The less-advantaged student will be required to work, to pay some but not nearly all of the costs of attending college. He will have less time for study, and will have poorer grades as a consequence, in comparison with his better advantaged compatriot. It will take him longer to graduate, if he graduates at all. And whether he does or does not graduate, he will leave with an extraordinary debt burden; one that very likely will not be soon paid off. (Not an endorsement of the candidate, but a few days ago, Michelle Obama admitted that it was only three years ago when she and Barak finally paid their student loans off.)

 

The less advantaged student sees all of this and is much more likely to decide the investment on what is at best a bet the ends will be sufficient to justify placing the wager.
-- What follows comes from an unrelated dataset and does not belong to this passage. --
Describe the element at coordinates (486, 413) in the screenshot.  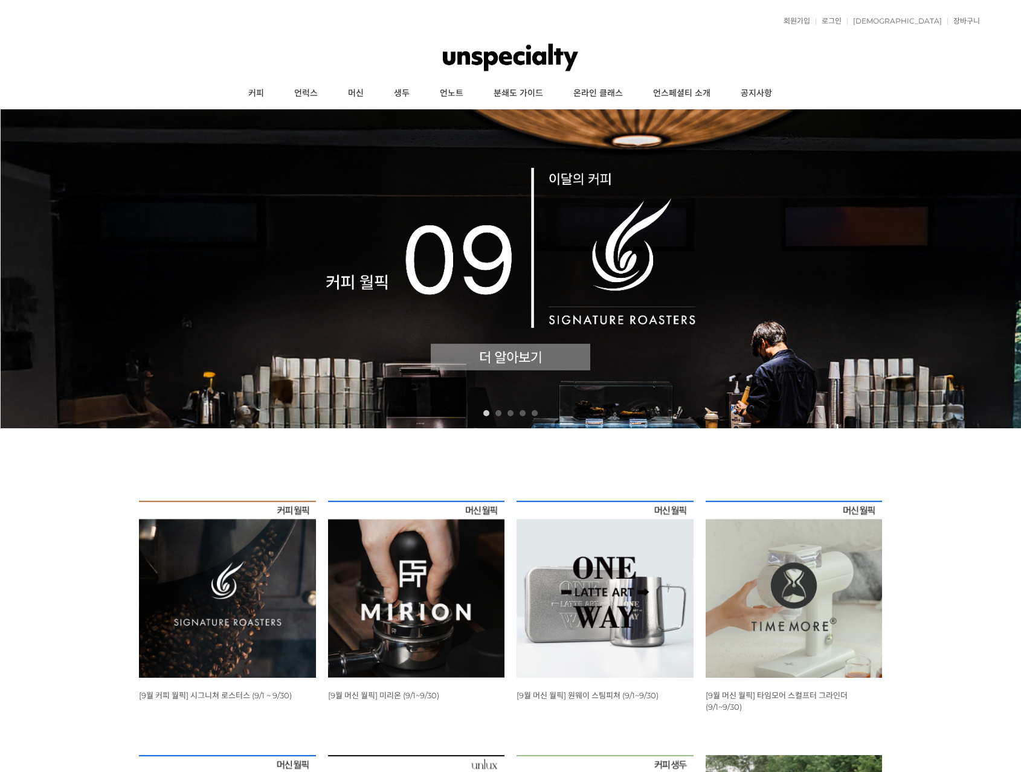
I see `a: 1` at that location.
Fewer and fewer jobs are available with salaries sufficiently higher that incurring a mid-five figure debt load makes sense.

 

As to the upper-income student receiving more student aid from the universities is explained by the competition those schools engage for the top students. It’s all in the annual U.S News and World Report school rankings. All the majors and minors want to be in their respective top 100. It’s how they recruit professors, faculty, and alumni gifts. Because they want those students with the greatest chances helping the schools succeed, they fork over more Merit Scholarships to the high school grads with the highest GPAs and (not or) the greatest chances of successfully completing the 4-year program.

 

Disadvantaged and less well-advantaged students do not have those statistical benefits appending to their applications.

 

And the spiral downward for America and the disproportionate bulk of America’s youth continue unabated.

 

The consequences this poses for the United States are crisis serious. That both India and China screen through fine-mesh which of their students obtain a university education, the fact of their three- and four-times population sizes puts us at great peril of being overtaken economically by dint of their superior-trained workforce. This is a real danger for our national security that we cannot, must not dismiss. 

 

So what stands in our way of addressing the circumstance? Look and listen to your Republican relative or associate and to what those they vote for have been and are saying: “If it takes another 100 years in Iraq,” and “God abominates a homosexual lifestyle,” and “lower taxes,” . . ..  The key, perhaps the only key, is for this country to once again decide that education of ALL our youth is in fact a national priority, a priority of the first order.